Narayanan proposed a device design involving CNTs growth on aluminum foil substrates to reduce manufacturing expenses, reduce resistance, and increase power as compared to the traditional silicon substrate. Narayanan will be working with Wenfang Li and Ming Ming Wang, Innovation Fellows from the UC San Diego Rady School of Management, in identifying the commercial opportunities for the technology.

Nanoengineering Ph.D. student Aliaksandr Zaretski.

The GrollTex team is developing a way to fabricate large sheets of graphene – one of the strongest, most conductive and versatile materials available – for transparent electrodes for touch screen displays and thin-film solar panels. This project aims to be a leader in the current $1.6 million market for transparent electrodes, which is projected to grow to $10 billion by 2016. Currently graphene fabrication techniques – requiring ten tons of copper foil for every gram of graphene produced – are not economically or environmentally friendly. GrollTex is low cost and produces zero waste, making it an extremely attractive addition to the market and a commercially lucrative product. GrollTex was the winner of the UC San Diego Entrepreneurship Challenge Competition in 2013.

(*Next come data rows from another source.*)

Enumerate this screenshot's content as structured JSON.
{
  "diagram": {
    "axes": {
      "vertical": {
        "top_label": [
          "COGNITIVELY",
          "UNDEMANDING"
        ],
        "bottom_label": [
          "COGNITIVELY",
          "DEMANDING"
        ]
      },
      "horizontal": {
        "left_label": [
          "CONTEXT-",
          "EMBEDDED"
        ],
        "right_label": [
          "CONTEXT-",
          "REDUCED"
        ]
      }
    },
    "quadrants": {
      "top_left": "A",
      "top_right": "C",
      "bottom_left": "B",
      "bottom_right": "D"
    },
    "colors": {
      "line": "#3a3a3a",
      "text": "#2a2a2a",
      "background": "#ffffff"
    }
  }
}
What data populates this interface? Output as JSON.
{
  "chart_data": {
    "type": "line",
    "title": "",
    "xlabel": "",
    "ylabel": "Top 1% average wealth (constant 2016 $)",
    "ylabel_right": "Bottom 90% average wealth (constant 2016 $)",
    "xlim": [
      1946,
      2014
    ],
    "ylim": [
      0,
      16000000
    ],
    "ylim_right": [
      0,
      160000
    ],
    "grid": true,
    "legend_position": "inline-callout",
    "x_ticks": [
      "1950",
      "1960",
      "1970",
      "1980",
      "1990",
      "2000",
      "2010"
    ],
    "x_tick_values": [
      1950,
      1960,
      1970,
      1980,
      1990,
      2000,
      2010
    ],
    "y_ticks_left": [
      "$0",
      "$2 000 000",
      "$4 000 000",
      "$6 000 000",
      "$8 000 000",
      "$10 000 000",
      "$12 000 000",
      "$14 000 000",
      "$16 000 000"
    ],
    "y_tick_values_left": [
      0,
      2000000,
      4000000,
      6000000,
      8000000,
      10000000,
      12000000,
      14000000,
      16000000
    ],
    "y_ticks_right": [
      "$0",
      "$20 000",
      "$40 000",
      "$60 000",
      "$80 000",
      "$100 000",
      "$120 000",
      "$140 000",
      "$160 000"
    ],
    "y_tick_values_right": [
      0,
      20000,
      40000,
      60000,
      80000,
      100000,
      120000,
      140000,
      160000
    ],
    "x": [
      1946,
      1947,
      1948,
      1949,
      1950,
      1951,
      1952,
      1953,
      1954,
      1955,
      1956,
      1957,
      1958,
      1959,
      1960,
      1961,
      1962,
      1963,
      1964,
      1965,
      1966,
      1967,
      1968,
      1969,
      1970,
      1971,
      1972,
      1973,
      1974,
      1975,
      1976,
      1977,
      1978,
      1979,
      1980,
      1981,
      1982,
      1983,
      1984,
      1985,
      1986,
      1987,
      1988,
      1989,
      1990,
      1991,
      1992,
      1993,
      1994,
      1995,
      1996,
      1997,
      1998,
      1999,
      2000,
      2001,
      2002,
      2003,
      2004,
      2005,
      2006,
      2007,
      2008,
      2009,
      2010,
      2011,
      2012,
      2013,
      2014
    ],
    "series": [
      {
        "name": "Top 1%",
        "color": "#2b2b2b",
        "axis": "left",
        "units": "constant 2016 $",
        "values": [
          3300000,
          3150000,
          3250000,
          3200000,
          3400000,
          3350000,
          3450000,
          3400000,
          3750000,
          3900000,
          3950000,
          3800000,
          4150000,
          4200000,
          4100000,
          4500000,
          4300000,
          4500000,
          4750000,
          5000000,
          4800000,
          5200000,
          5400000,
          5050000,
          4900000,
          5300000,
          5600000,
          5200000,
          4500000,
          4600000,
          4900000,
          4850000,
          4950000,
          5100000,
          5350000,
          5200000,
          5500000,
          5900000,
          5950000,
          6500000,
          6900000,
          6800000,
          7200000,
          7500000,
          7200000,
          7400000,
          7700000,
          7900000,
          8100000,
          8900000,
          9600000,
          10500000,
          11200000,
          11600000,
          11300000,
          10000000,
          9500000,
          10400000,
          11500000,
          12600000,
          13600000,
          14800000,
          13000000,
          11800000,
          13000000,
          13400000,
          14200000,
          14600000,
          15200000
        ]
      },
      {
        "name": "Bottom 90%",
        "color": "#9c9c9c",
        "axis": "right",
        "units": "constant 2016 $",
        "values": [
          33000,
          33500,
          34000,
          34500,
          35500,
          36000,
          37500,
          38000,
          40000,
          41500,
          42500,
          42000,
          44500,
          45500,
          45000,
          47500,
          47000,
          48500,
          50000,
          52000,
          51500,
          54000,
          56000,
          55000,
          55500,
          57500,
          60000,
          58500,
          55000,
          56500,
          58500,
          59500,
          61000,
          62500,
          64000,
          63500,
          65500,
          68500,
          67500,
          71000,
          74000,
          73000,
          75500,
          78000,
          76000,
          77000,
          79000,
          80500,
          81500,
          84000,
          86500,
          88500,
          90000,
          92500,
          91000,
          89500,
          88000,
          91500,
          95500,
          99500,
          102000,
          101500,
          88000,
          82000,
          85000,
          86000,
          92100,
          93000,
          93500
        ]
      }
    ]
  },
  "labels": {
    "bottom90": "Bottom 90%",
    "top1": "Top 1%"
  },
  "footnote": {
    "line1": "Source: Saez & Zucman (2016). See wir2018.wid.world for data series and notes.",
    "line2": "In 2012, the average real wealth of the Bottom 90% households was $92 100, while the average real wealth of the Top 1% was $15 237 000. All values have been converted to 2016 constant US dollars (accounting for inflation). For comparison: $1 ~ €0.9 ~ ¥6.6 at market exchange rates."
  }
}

Team members also include Yafei Ding and Tao Jiang, MBA Innovation Fellows from the Rady School of Management.

Nanofoundry is developing a scalable platform for manufacturing metal nanoparticle catalysts that are a critical and highly cost prohibitive component of fuel cell technologies. The team’s objective is to manufacture metal nanoparticle catalysts at one-third of the cost compared to traditional chemistries. Nanofoundry’s high-throughput, continuous-flow microreactor devices are easily scalable via parallel operation to meet any demand. The ionic liquid solvent system Nanofoundry uses minimizes waste and does not release toxic chemicals into the atmosphere.

John McMillan, Stacy Nease, Sarah Gonzalez, MBA student fellows from San Diego State University, will be working with the USC team in developing a business model for this project.